To get out of camp, tools such as wire-cutters or files might be needed. These were hard to come by, and it was practically impossible to get them in a parcel. They were nearly always acquired by barter or by theft.

Escapers who intended to make their own way without reliance on outside help needed maps and a compass. A few maps had been obtained by fair means or foul in most prison camps. They page 6 might be obsolete or on too small a scale to be of much value, but they were better than nothing and were closely copied by aspiring escapers. The map would be traced on tissue paper and retraced onto a finer fabric. An issue silk map could easily be hidden, for instance inside a coloured handkerchief. Compasses were difficult to acquire in a prison camp, but with a magnet crude ones could be made, an advantage of the home-made compass being that it was small and easily hidden, for instance, inside a cake of soap or in the top of a fountain pen. It was harder to keep the larger, ordinary army-issue compass through a series of rigorous searches, though some succeeded in this.

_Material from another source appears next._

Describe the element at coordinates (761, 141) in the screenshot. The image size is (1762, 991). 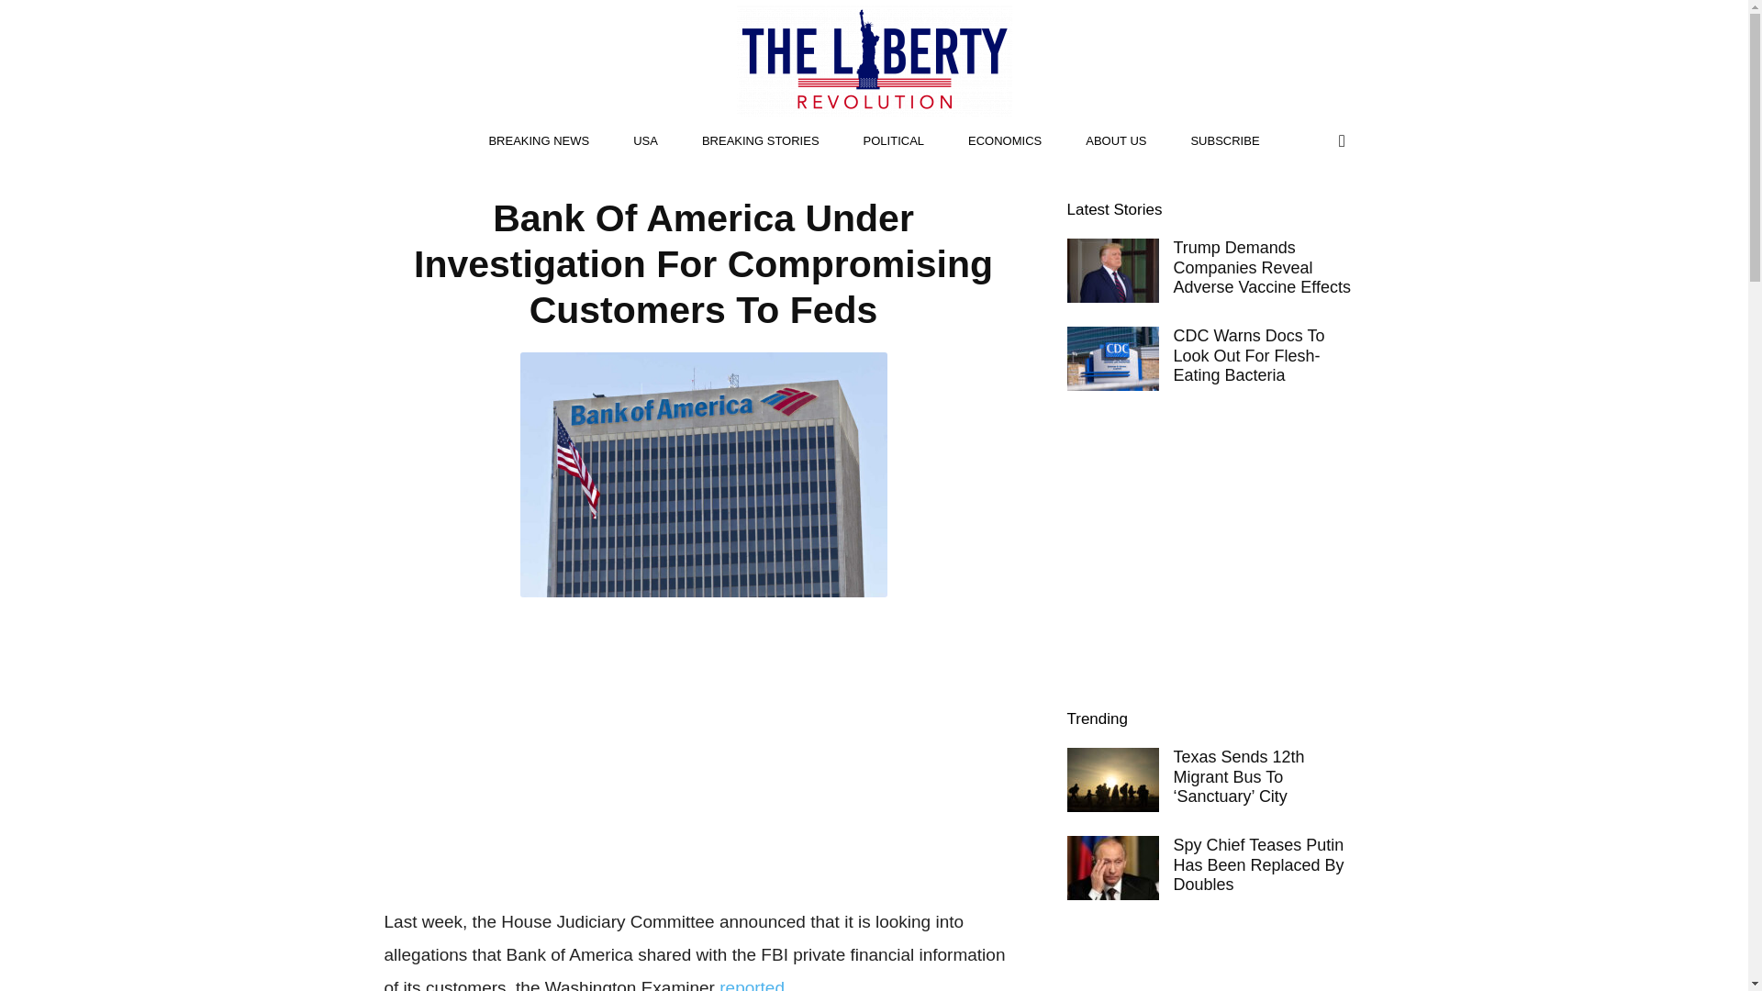
I see `BREAKING STORIES` at that location.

Most escapers felt they needed money. In Italy the practice of issuing special ‘camp lire’ made it impossible to accumulate money, except illicitly by selling valuables to guards or civilians. In Germany it was easier to accumulate a supply of marks, as guards were more readily corrupted Again the escaper's real capital was his personal possessions: watches, cigarette cases, spare clothing were all sold or bartered to provide funds. Currency could be hidden in spite of the enemy's eagerness to inspect all types of paper; it was possible to make bank notes into the lining of a tic.

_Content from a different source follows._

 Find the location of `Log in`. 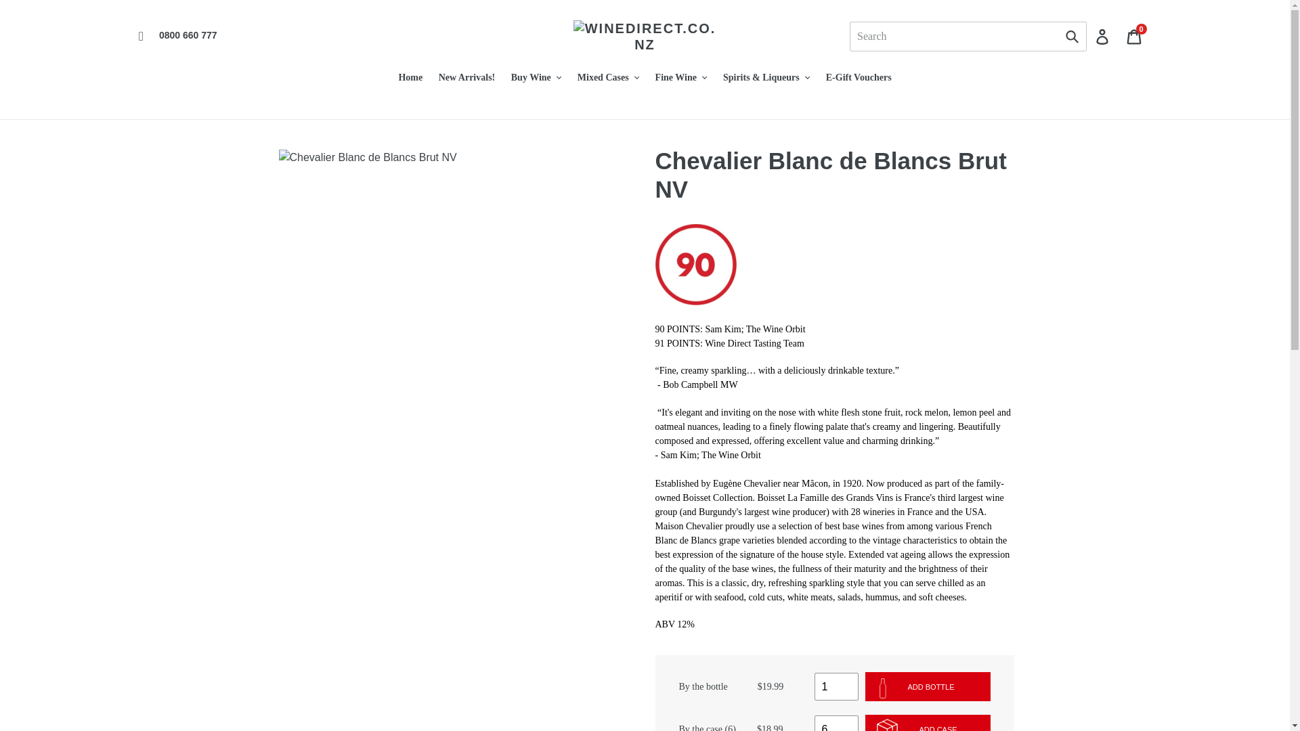

Log in is located at coordinates (1103, 37).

The escaper had to have personal papers if he was to mingle with the civilian population, more especially as identity papers are always carried in normal times by the citizens of most continental countries. Many escapers who could not produce them came to grief. It was almost impossible to travel by train in Germany without identity papers that had to be a good enough imitation to pass even a close scrutiny. In Germany, unless the escaper was an accomplished linguist, the best papers to copy were those of some foreign worker. The Reich was full of Belgians, Czechs, Poles, and several other nationalities, most of whom were working for the Germans under greater or less degrees of duress, but who had some freedom of movement. In many camps genuine papers had been acquired; even though cameras and photographic materials were forbidden, photographs were specially taken and affixed, or photographs of men in uniform were cleverly retouched to change uniform to civilian clothing. Even the official stamps on these documents were imitated by devoted draughtsmen or reproduced on pieces of rubber salvaged from old shoes. Occasionally prisoners of war acquired the correct blank forms of passes and identity cards; they had still to fill in the names and affix the photographs and the correct stamps. The forger's patient art would have to be invoked again to provide permits to travel and other supporting papers. Amazing work was done by these artists; typewriting was imitated perfectly by freehand drawing, and a single pass might take a month to prepare. A difficulty was that papers such as permits to travel had to be stamped with a recent date, and were for limited duration only, and once the escaper had made up his mind for a particular date he was committed to it. The major difficulty remained: that of acting the part set by the false documents carried. Many promising escapes struck on this rock.